_Required work_:
Return the line that has "pixels, height=486 pixels." and all lines below it through the last, exactly as they stand; omit pictures.
■ ■ ■ ■
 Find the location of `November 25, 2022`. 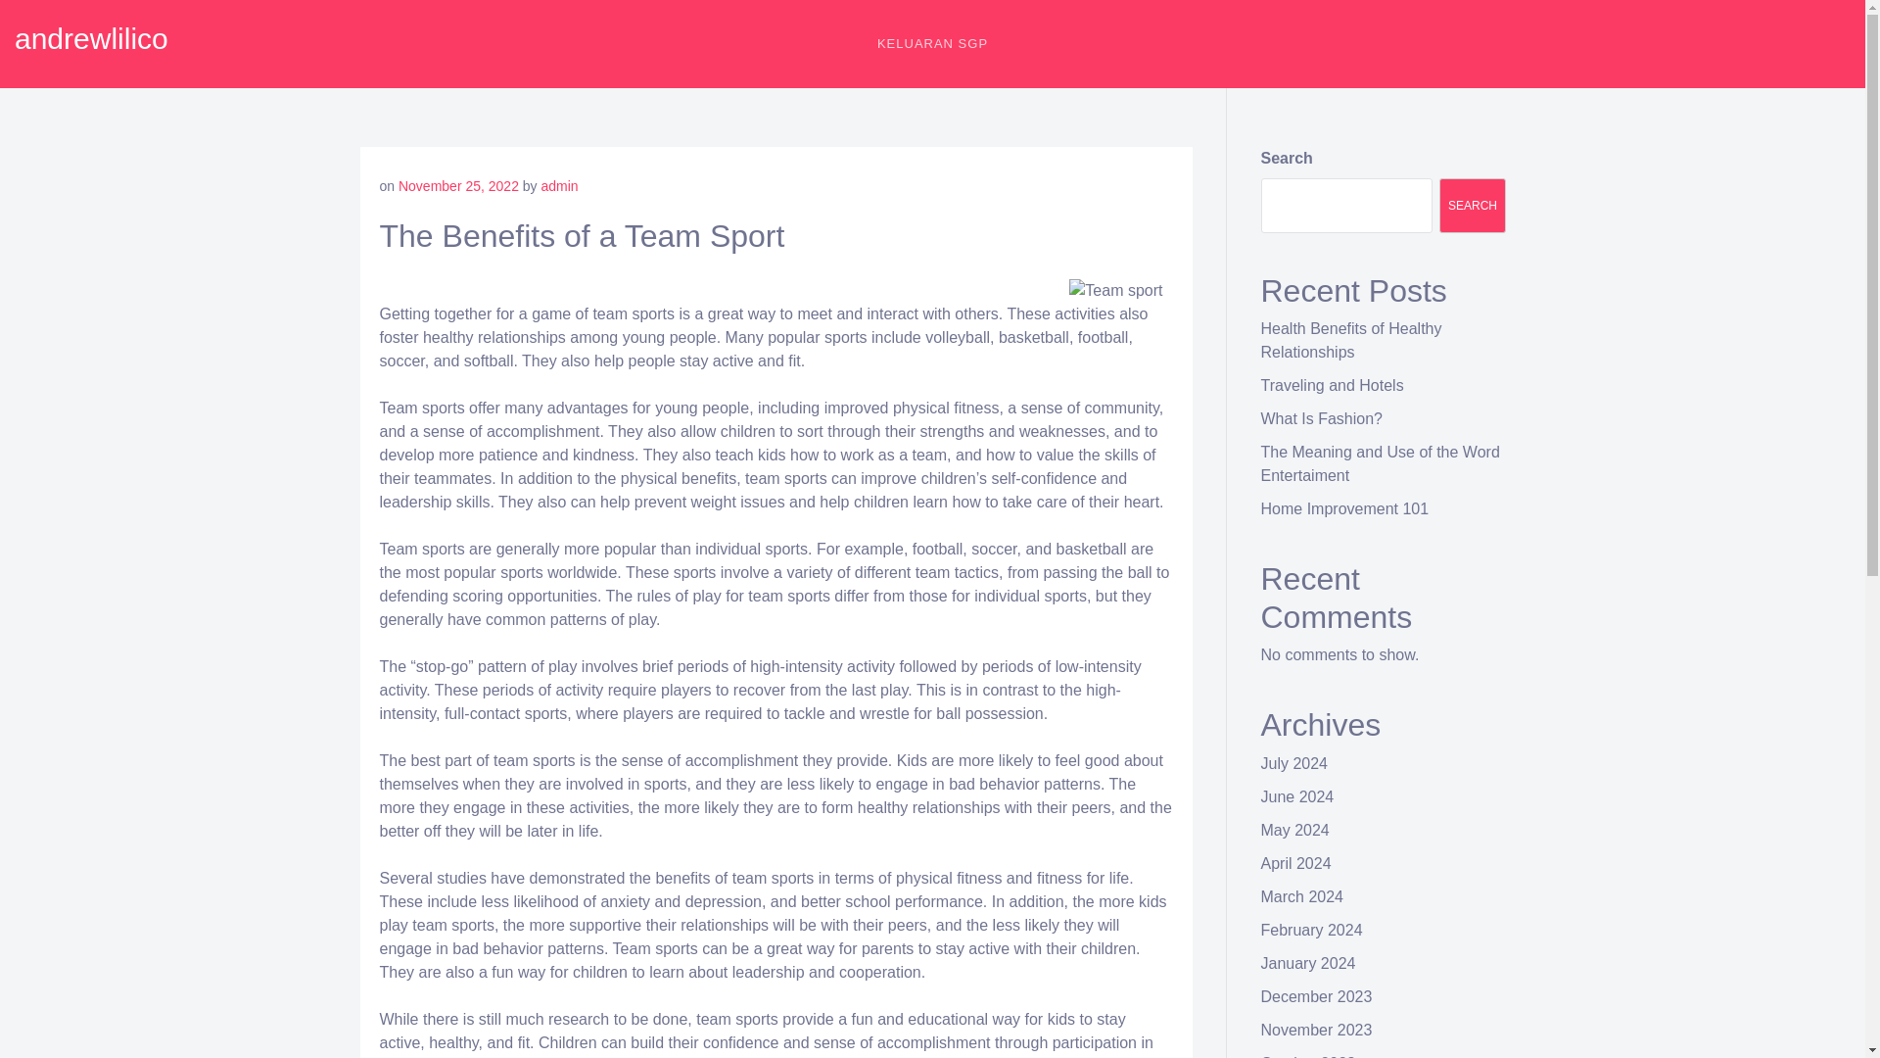

November 25, 2022 is located at coordinates (458, 186).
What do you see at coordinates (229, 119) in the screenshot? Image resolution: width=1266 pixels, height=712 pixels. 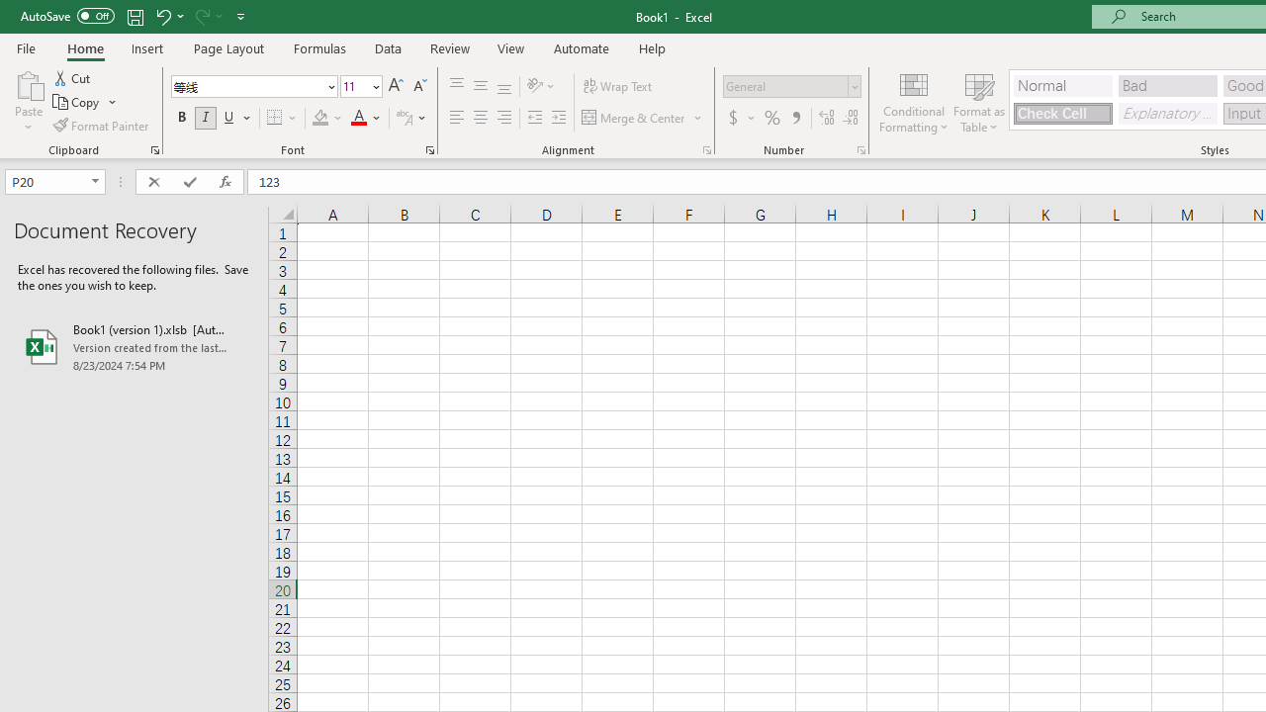 I see `Underline` at bounding box center [229, 119].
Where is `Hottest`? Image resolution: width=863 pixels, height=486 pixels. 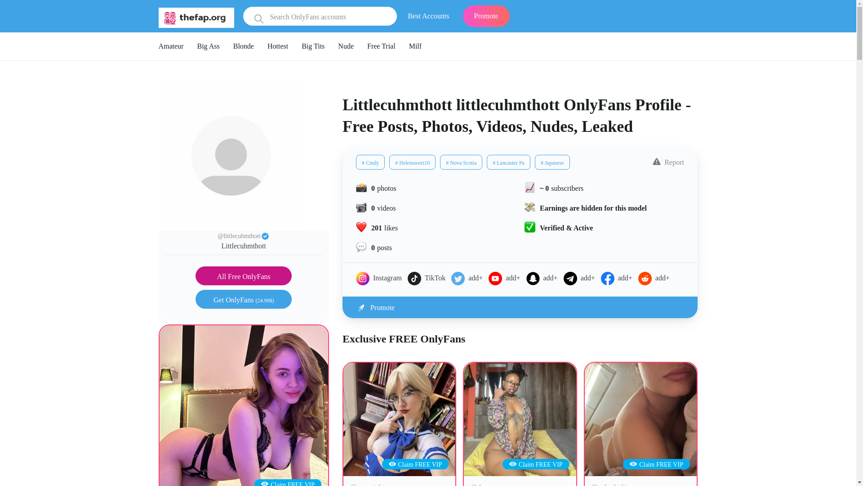
Hottest is located at coordinates (278, 46).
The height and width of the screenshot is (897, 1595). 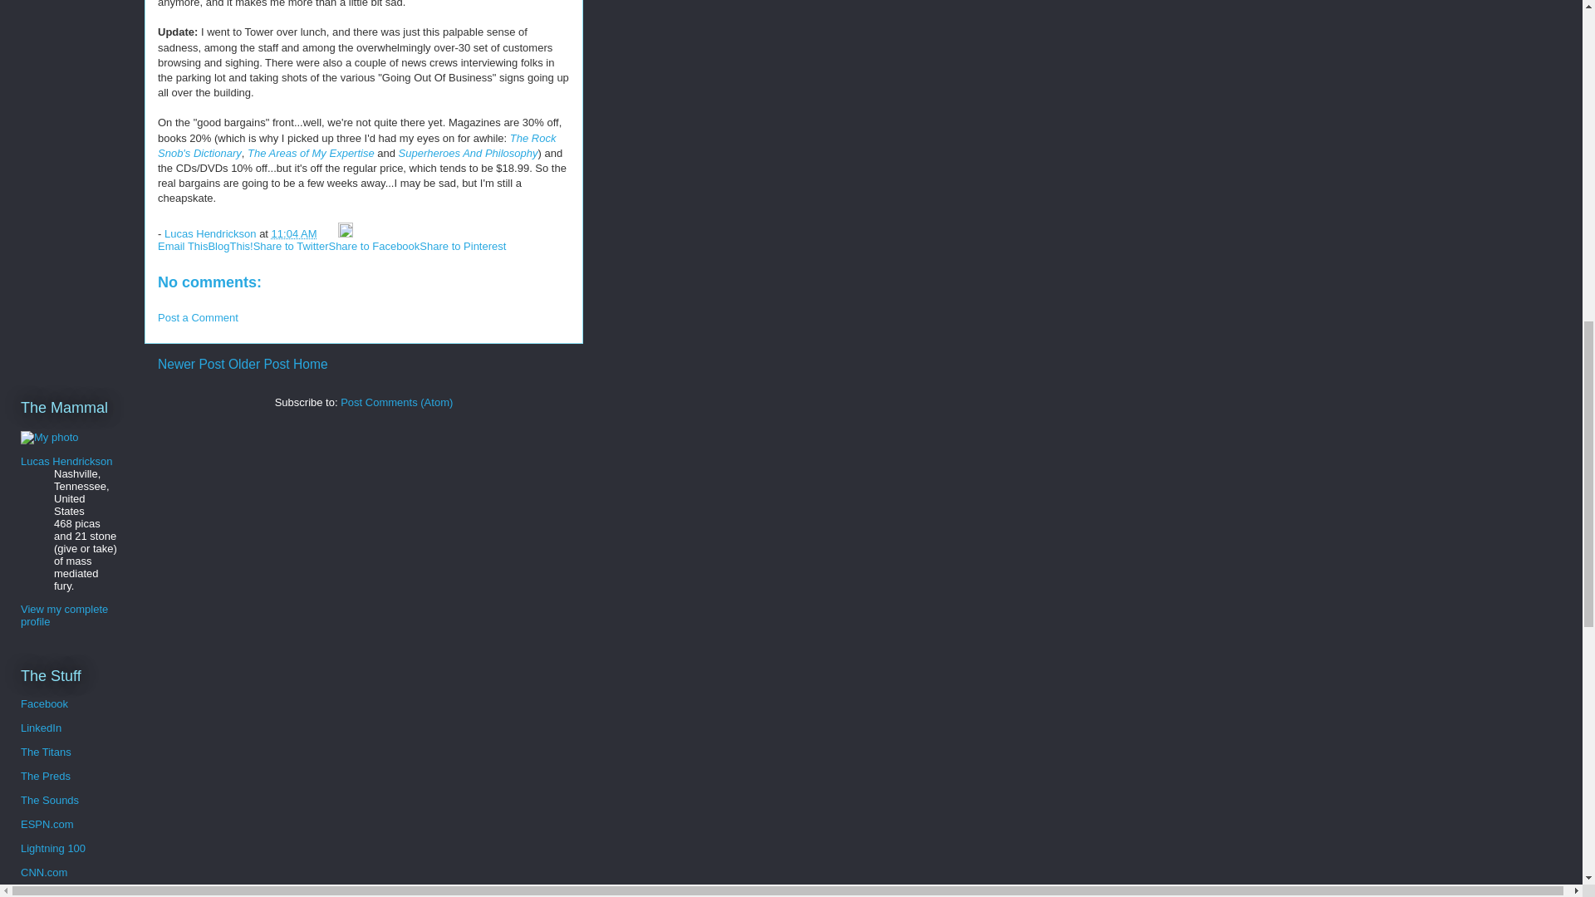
■ ■ ■ ■
_Solution to this exercise_:
Where is `Hottest`? Image resolution: width=863 pixels, height=486 pixels. 
Hottest is located at coordinates (278, 46).
The height and width of the screenshot is (897, 1595). 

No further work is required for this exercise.